It is finally here: you can configure the open source log-aggregator, scribe, to log data directly into the Hadoop distributed file system.
Many Web 2.0 companies have to deploy a bunch of costly filers to capture weblogs being generated by their application. Currently, there is no option other than a costly filer because the write-rate for this stream is huge. The Hadoop-Scribe integration allows this write-load to be distributed among a bunch of commodity machines, thus reducing the total cost of this infrastructure.
The challenge was to make HDFS be real-timeish in behaviour. Scribe uses libhdfs which is the C-interface to the HDFs client. There were various bugs in libhdfs that needed to be solved first. Then came the FileSystem API. One of the major issues was that the FileSystem API caches FileSystem handles and always returned the same FileSystem handle when called from multiple threads. There was no reference counting of the handle. This caused problems with scribe, because Scribe is highly multi-threaded. A new API FileSystem.newInstance() was introduced to support Scribe.

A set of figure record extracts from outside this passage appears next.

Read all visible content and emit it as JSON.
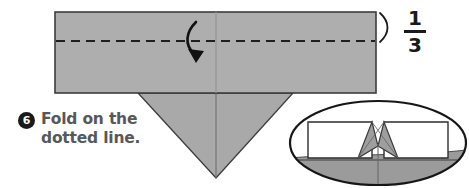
{
  "figure": {
    "step": {
      "number": "6",
      "instruction_line1": "Fold on the",
      "instruction_line2": "dotted line.",
      "instruction_full": "Fold on the dotted line."
    },
    "measurement": {
      "numerator": "1",
      "denominator": "3",
      "label": "1/3",
      "bracket_icon": "measure-bracket-icon"
    },
    "annotations": {
      "fold_arrow": "curved-fold-arrow-icon",
      "fold_line": "dashed-fold-line",
      "center_crease": "vertical-center-crease"
    },
    "shapes": {
      "main_sheet": "paper-rectangle",
      "lower_flap": "downward-triangle-flap",
      "detail_inset": "oval-detail-inset"
    },
    "colors": {
      "paper_gray": "#ababab",
      "paper_gray_light": "#b4b4b4",
      "flap_gray": "#a8a8a8",
      "outline": "#3c3c3c",
      "ink_dark": "#1a1a1a",
      "text_gray": "#58585a",
      "inset_white": "#ffffff",
      "inset_shadow": "#9d9d9d",
      "background": "#ffffff"
    }
  }
}
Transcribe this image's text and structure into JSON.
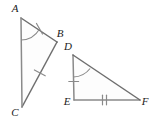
{
  "figure": {
    "background_color": "#ffffff",
    "stroke_color": "#6e6e6e",
    "label_color": "#1b1b1b",
    "fill_color": "#fdfdfd"
  },
  "triangles": [
    {
      "name": "triangle-abc",
      "vertices": [
        {
          "id": "A",
          "label": "A",
          "x": 21,
          "y": 18,
          "label_x": 15,
          "label_y": 12
        },
        {
          "id": "B",
          "label": "B",
          "x": 57,
          "y": 42,
          "label_x": 57,
          "label_y": 37
        },
        {
          "id": "C",
          "label": "C",
          "x": 22,
          "y": 107,
          "label_x": 14,
          "label_y": 116
        }
      ],
      "sides": [
        {
          "id": "AB",
          "from": "A",
          "to": "B",
          "ticks": 0
        },
        {
          "id": "BC",
          "from": "B",
          "to": "C",
          "ticks": 1
        },
        {
          "id": "CA",
          "from": "C",
          "to": "A",
          "ticks": 0
        }
      ],
      "angle_marks": [
        {
          "at": "A",
          "arcs": 1
        }
      ]
    },
    {
      "name": "triangle-def",
      "vertices": [
        {
          "id": "D",
          "label": "D",
          "x": 73,
          "y": 55,
          "label_x": 69,
          "label_y": 50
        },
        {
          "id": "E",
          "label": "E",
          "x": 74,
          "y": 100,
          "label_x": 65,
          "label_y": 105
        },
        {
          "id": "F",
          "label": "F",
          "x": 140,
          "y": 100,
          "label_x": 141,
          "label_y": 105
        }
      ],
      "sides": [
        {
          "id": "DE",
          "from": "D",
          "to": "E",
          "ticks": 1
        },
        {
          "id": "EF",
          "from": "E",
          "to": "F",
          "ticks": 2
        },
        {
          "id": "FD",
          "from": "F",
          "to": "D",
          "ticks": 0
        }
      ],
      "angle_marks": [
        {
          "at": "D",
          "arcs": 1
        }
      ]
    }
  ],
  "labels": {
    "A": "A",
    "B": "B",
    "C": "C",
    "D": "D",
    "E": "E",
    "F": "F"
  }
}
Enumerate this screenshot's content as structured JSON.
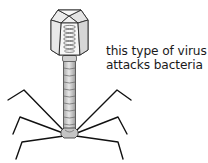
{
  "diagram": {
    "caption_lines": [
      "this type of virus",
      "attacks bacteria"
    ],
    "parts": [
      "head-capsid",
      "dna-coil",
      "collar",
      "tail-sheath",
      "baseplate",
      "tail-fibers"
    ],
    "colors": {
      "outline": "#2a2a2a",
      "capsid_fill": "#f4f4f4",
      "capsid_shade": "#dcdcdc",
      "tail_fill": "#c8c8c8",
      "tail_highlight": "#e6e6e6",
      "fiber": "#111111",
      "text": "#1a1a1a"
    }
  }
}
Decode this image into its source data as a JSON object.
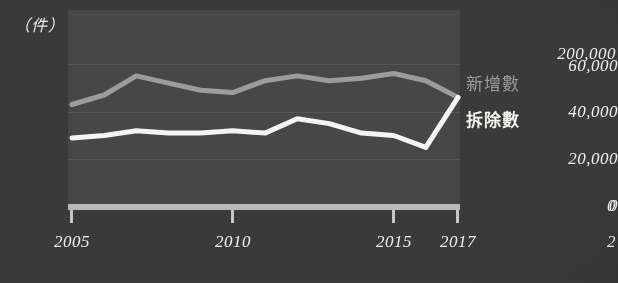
{
  "chart_data": {
    "type": "line",
    "title": "",
    "unit_label": "（件）",
    "xlabel": "",
    "ylabel": "",
    "x": [
      2005,
      2006,
      2007,
      2008,
      2009,
      2010,
      2011,
      2012,
      2013,
      2014,
      2015,
      2016,
      2017
    ],
    "xtick_labels": [
      "2005",
      "2010",
      "2015",
      "2017"
    ],
    "xtick_values": [
      2005,
      2010,
      2015,
      2017
    ],
    "xlim": [
      2005,
      2017
    ],
    "ytick_labels": [
      "0",
      "20,000",
      "40,000",
      "60,000"
    ],
    "ytick_values": [
      0,
      20000,
      40000,
      60000
    ],
    "ylim": [
      0,
      68000
    ],
    "grid": true,
    "legend_position": "right",
    "series": [
      {
        "name": "新增數",
        "color": "#9c9c98",
        "values": [
          43000,
          47000,
          55000,
          52000,
          49000,
          48000,
          53000,
          55000,
          53000,
          54000,
          56000,
          53000,
          46000
        ]
      },
      {
        "name": "拆除數",
        "color": "#f4f4f1",
        "values": [
          29000,
          30000,
          32000,
          31000,
          31000,
          32000,
          31000,
          37000,
          35000,
          31000,
          30000,
          25000,
          46000
        ]
      }
    ]
  },
  "side_chart": {
    "ytick_top": "200,000",
    "ytick_zero": "0",
    "xtick_partial": "2"
  }
}
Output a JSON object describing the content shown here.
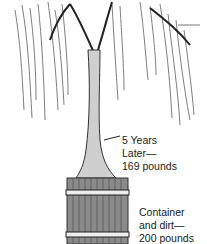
{
  "illustration": {
    "subject": "willow tree growing in wooden barrel",
    "colors": {
      "ink": "#1a1a1a",
      "foliage": "#555555",
      "background": "#ffffff"
    }
  },
  "labels": {
    "tree": {
      "lines": [
        "5 Years",
        "Later—",
        "169 pounds"
      ]
    },
    "container": {
      "lines": [
        "Container",
        "and dirt—",
        "200 pounds"
      ]
    }
  }
}
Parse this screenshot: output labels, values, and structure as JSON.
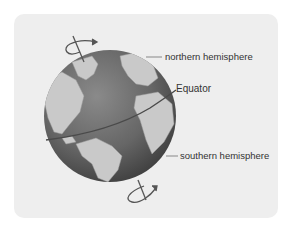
{
  "diagram": {
    "labels": {
      "north": "northern hemisphere",
      "equator": "Equator",
      "south": "southern hemisphere"
    },
    "icons": {
      "top_rotation": "rotation-arrow-icon",
      "bottom_rotation": "rotation-arrow-icon"
    },
    "colors": {
      "card_background": "#eeeeee",
      "ocean": "#6f6f6f",
      "land": "#c8c8c8",
      "equator_line": "#555555",
      "leader_line": "#888888",
      "text": "#333333"
    }
  }
}
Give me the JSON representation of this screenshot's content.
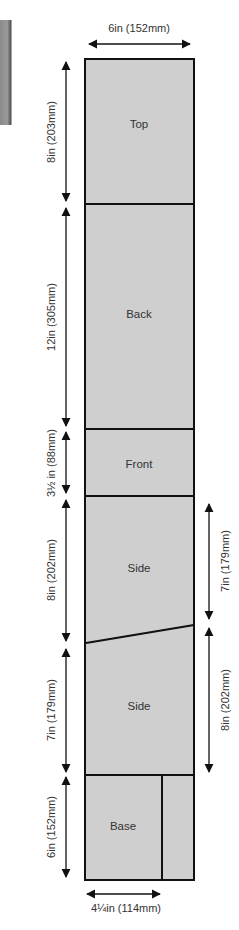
{
  "diagram": {
    "colors": {
      "board_fill": "#cfcfcf",
      "outline": "#111111",
      "text": "#333333"
    },
    "parts": [
      {
        "name": "Top",
        "label": "Top"
      },
      {
        "name": "Back",
        "label": "Back"
      },
      {
        "name": "Front",
        "label": "Front"
      },
      {
        "name": "Side-1",
        "label": "Side"
      },
      {
        "name": "Side-2",
        "label": "Side"
      },
      {
        "name": "Base",
        "label": "Base"
      }
    ],
    "dimensions": {
      "width_top": "6in (152mm)",
      "top_height": "8in (203mm)",
      "back_height": "12in (305mm)",
      "front_height": "3½ in (88mm)",
      "side1_left_height": "8in (202mm)",
      "side2_left_height": "7in (179mm)",
      "base_height": "6in (152mm)",
      "side1_right_height": "7in (179mm)",
      "side2_right_height": "8in (202mm)",
      "base_width": "4¼in (114mm)"
    }
  }
}
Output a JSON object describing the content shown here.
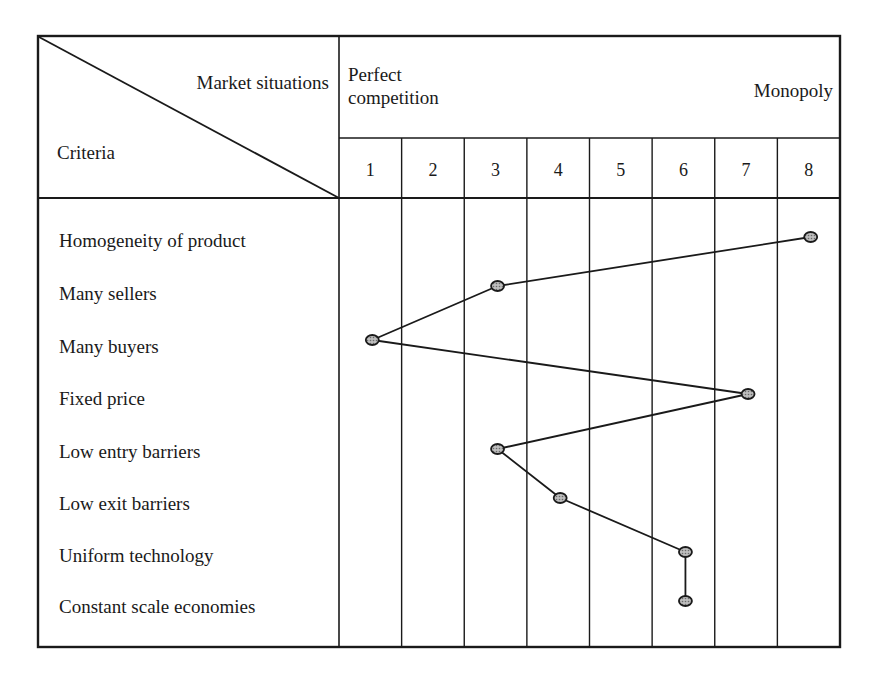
{
  "table": {
    "corner_top_label": "Market situations",
    "corner_bottom_label": "Criteria",
    "spectrum_left_label_line1": "Perfect",
    "spectrum_left_label_line2": "competition",
    "spectrum_right_label": "Monopoly",
    "columns": [
      "1",
      "2",
      "3",
      "4",
      "5",
      "6",
      "7",
      "8"
    ],
    "criteria": [
      "Homogeneity of product",
      "Many sellers",
      "Many buyers",
      "Fixed price",
      "Low entry barriers",
      "Low exit barriers",
      "Uniform technology",
      "Constant scale economies"
    ]
  },
  "chart_data": {
    "type": "line",
    "title": "",
    "xlabel": "Market situations (1 = Perfect competition … 8 = Monopoly)",
    "ylabel": "Criteria",
    "x_categories": [
      "1",
      "2",
      "3",
      "4",
      "5",
      "6",
      "7",
      "8"
    ],
    "x_range_labels": {
      "left": "Perfect competition",
      "right": "Monopoly"
    },
    "categories": [
      "Homogeneity of product",
      "Many sellers",
      "Many buyers",
      "Fixed price",
      "Low entry barriers",
      "Low exit barriers",
      "Uniform technology",
      "Constant scale economies"
    ],
    "values": [
      8,
      3,
      1,
      7,
      3,
      4,
      6,
      6
    ],
    "orientation": "horizontal-profile",
    "grid": true,
    "legend": null
  },
  "colors": {
    "ink": "#1a1a1a",
    "marker_fill": "#9a9a9a",
    "background": "#ffffff"
  }
}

Making the HDFS write code path more real-time was painful. There are various timeouts/settings in HDFS that were hardcoded and needed to be changed to allow the application to fail fast. At the bottom of this blog-post, I am attaching the settings that we have currently configured to make the HDFS-write very real-timeish. The last of the JIRAS, HADOOP-2757 is in the pipeline to be committed to Hadoop trunk very soon.
What about Namenode being the single point of failure? This is acceptable in a warehouse type of application but cannot be tolerated by a realtime application. Scribe typically aggregates click-logs from a bunch of webservers, and losing *all* click log data of a website for a 10 minutes or so (minimum time for a namenode restart) cannot be tolerated. The solution is to configure two overlapping clusters on the same hardware. Run two separate namenodes N1 and N2 on two different machines. Run one set of datanode software on all slave machines that report to N1 and the other set of datanode software on the same set of slave machines that report to N2. The two datanode instances on a single slave machine share the same data directories. This configuration allows HDFS to be highly available for writes!
The highly-available-for-writes-HDFS configuration is also required for software upgrades on the cluster. We can shutdown one of the overlapping HDFS clusters, upgrade it to new hadoop software, and then put it back online before starting the same process for the second HDFS cluster.
What are the main changes to scribe that were needed? Scribe already had the feature that it buffers data when it is unable to write to the configured storage. The default scribe behaviour is to replay this buffer back to the storage when the storage is back online. Scribe is configured to support no-buffer-replay when the primary storage is back online. Scribe-hdfs is configured to write data to a cluster N1 and if N1 fails then it writes data to cluster N2. Scribe treats N1 and N2 as two equivalent primary stores.